Reference no: EM133607314
After reading Historical sources and their classification, make a glossary of it. Look for words that relate to the study of history and are new to u. Make the glossary and place it in alphabetical order.
Example:
Heuristics: refers to the discipline, art or science of discovery.
Historical sources constitute the raw material of History. They include all documents, testimonies or objects that transmit significant information regarding the events that have taken place, especially in the past. Within them, written sources are the basic support to build History.
The historian works with historical sources ("questions and contrasts them") to obtain as much information as possible from them. In general sense, historical sources are of two types: primary and secondary.
Primary sources. They are those that have been developed practically at the same time as the events that we want to know about. They come to us without being transformed by any person; that is, as they were made at the time, without being subjected to any subsequent modifications.
Secondary sources. They are also called historiographical. They are those that are prepared from primary sources: books, articles...
1. Primary sources: How to approach their study?
We understand that studying historical sources, at this level, must be a basic, attractive and clear procedure that allows us to identify with the importance and content of a historical document. To do this, we can follow the following steps as a guide:
1. Specify that the document informs us about facts and events. Thus we will ask the following questions: what happened? We identify historical facts. How it happened? We make your description. Where? Why? What consequences are present in it?

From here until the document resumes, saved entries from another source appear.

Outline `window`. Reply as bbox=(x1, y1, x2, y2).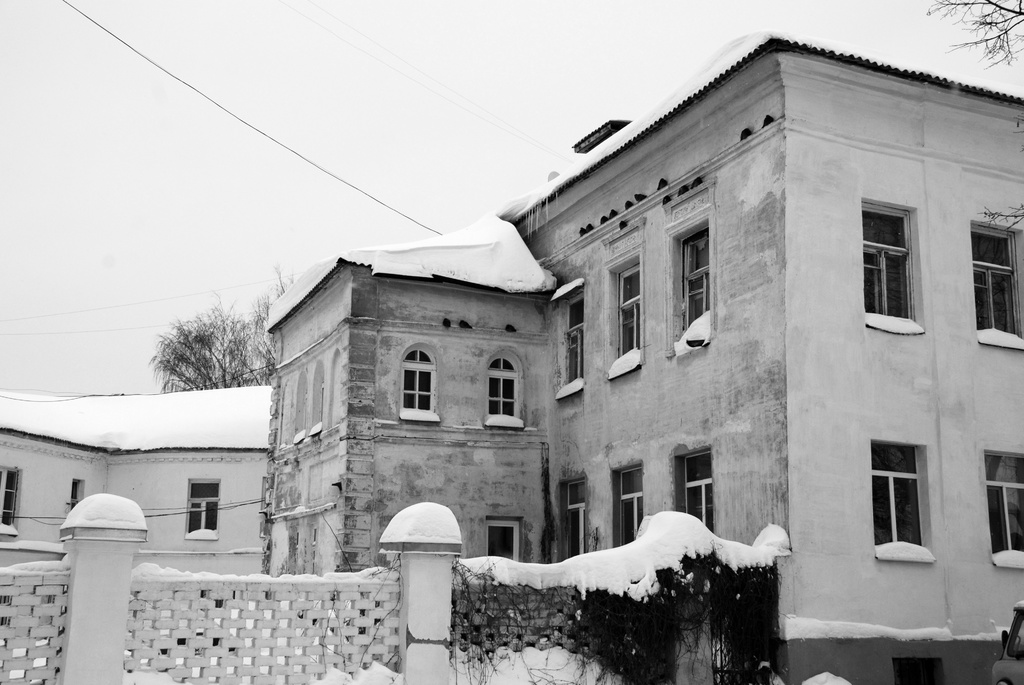
bbox=(610, 459, 645, 546).
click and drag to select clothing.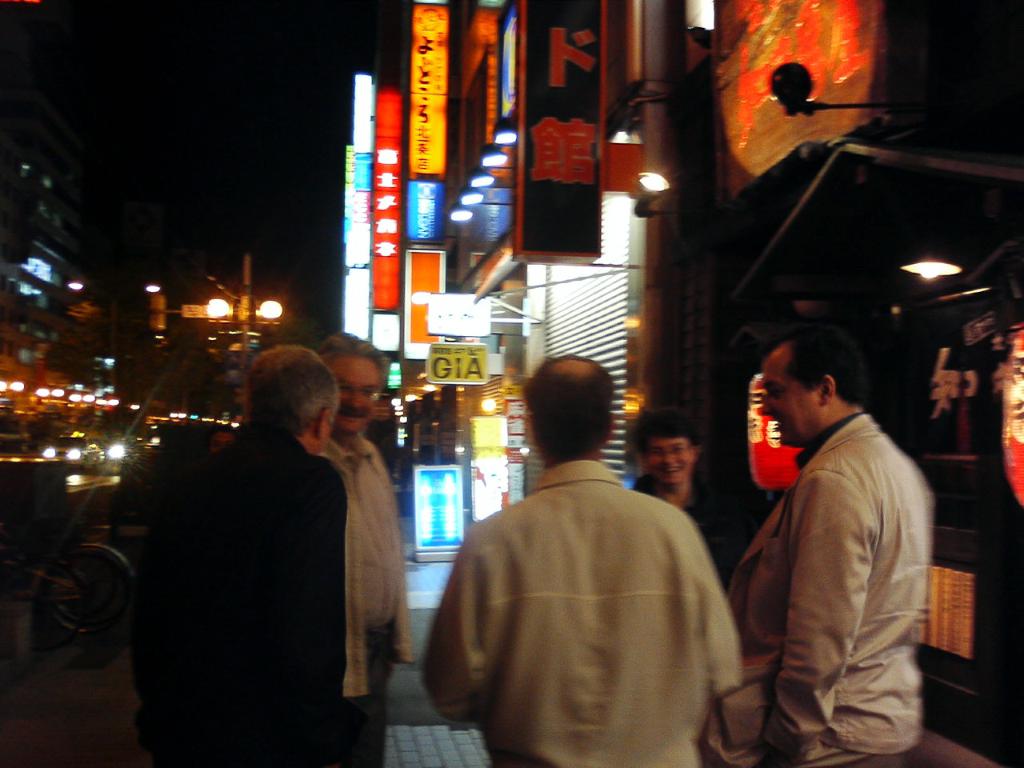
Selection: (x1=123, y1=422, x2=343, y2=767).
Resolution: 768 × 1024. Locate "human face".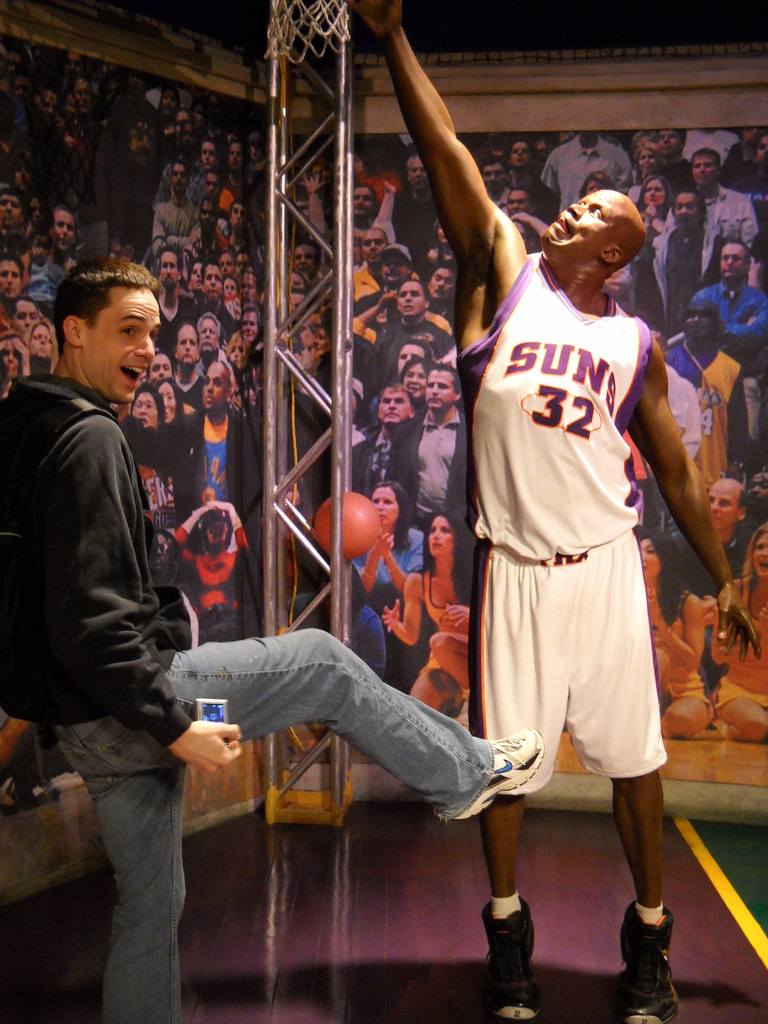
[290,292,306,309].
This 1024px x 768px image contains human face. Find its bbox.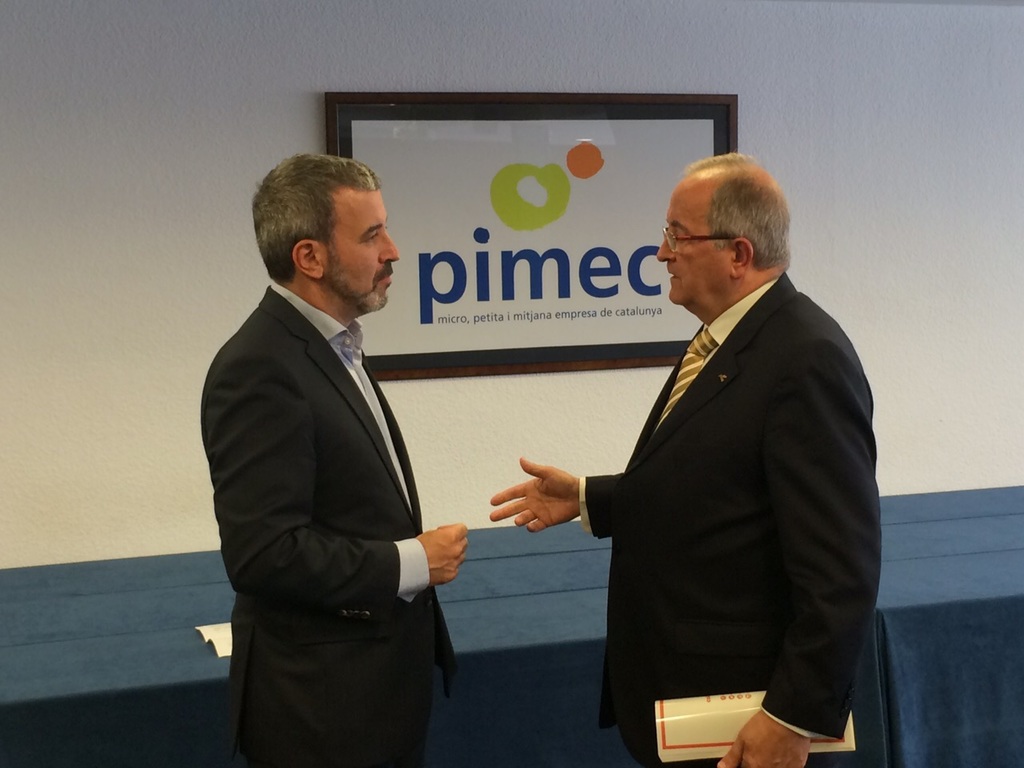
{"left": 654, "top": 178, "right": 726, "bottom": 310}.
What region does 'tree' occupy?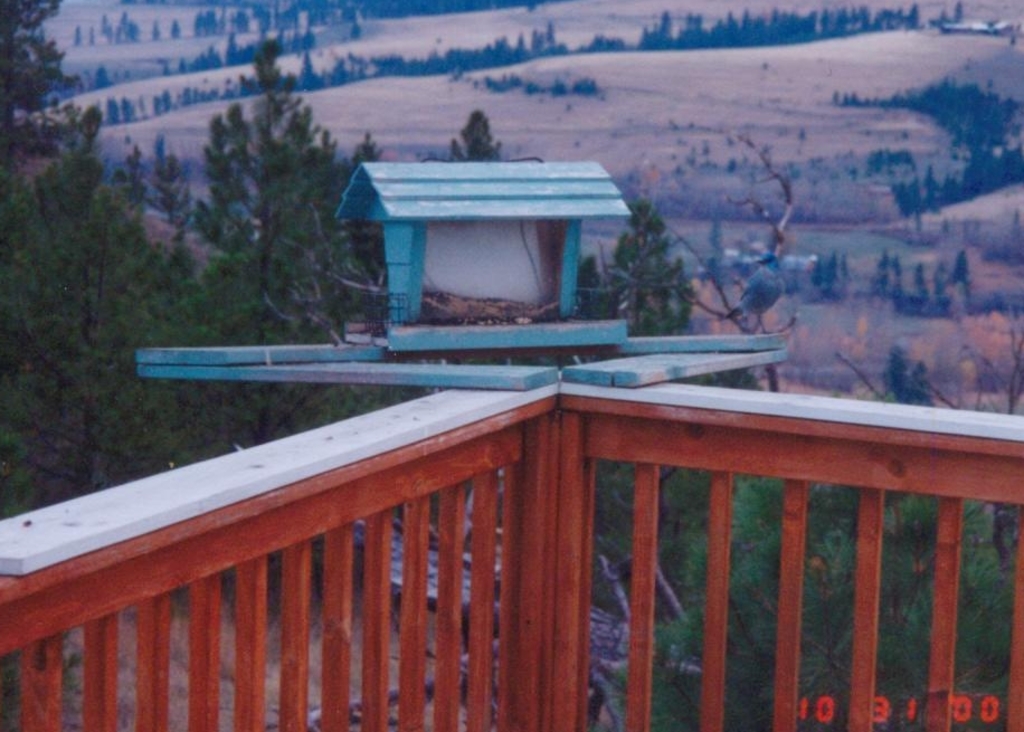
950:247:978:307.
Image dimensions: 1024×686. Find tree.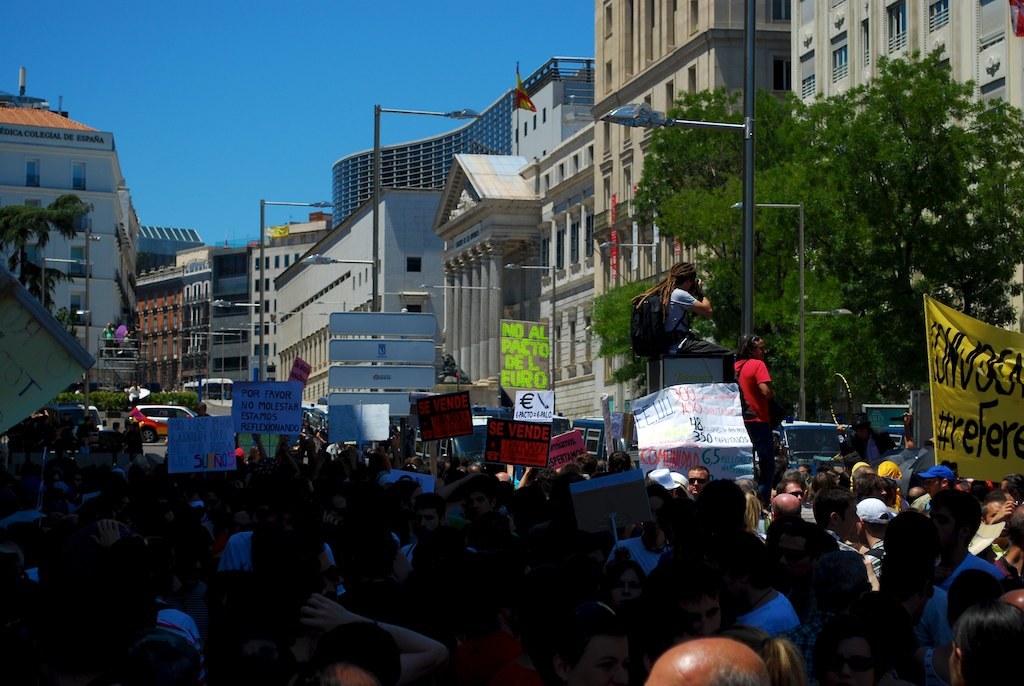
box(587, 279, 719, 396).
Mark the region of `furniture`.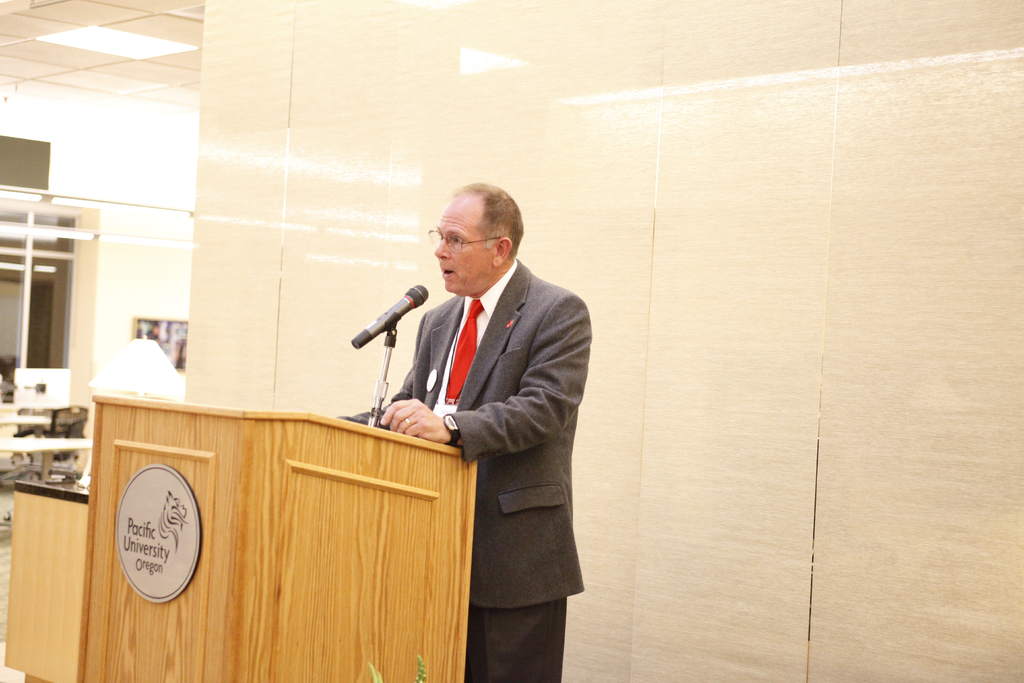
Region: 2,474,92,682.
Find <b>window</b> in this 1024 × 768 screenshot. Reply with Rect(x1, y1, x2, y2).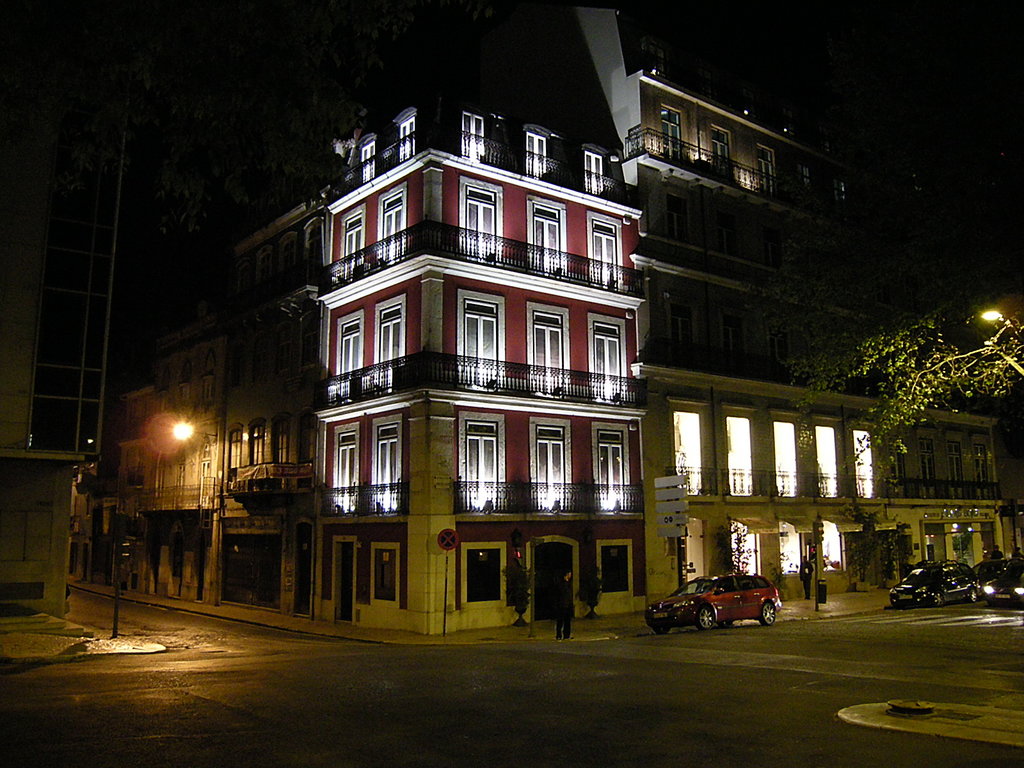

2. Does the document inform us about social groups or people?: Who does it refer to? What is said about them? What do the people or groups think, if any?
3. Is the document informed about various activities? Specify whether they are political, social, economic, cultural, religious, etc. What references are there about them? Is it clear why they are carried out?
4. Does the document inform about institutions?: Which ones? What type? What function do they have? How are they structured? Who do they relate to?
5. Does it provide specific data?: How are they classified? What type are they? Are they related to people, events, activities, other institutions, etc.?
6. Does it contain significant opinions?: What type? What or who does it refer to? What attitudes do they reflect?
7. TYPES OF PRIMARY WRITTEN SOURCES: handwritten, printed, microfilmed and computerized.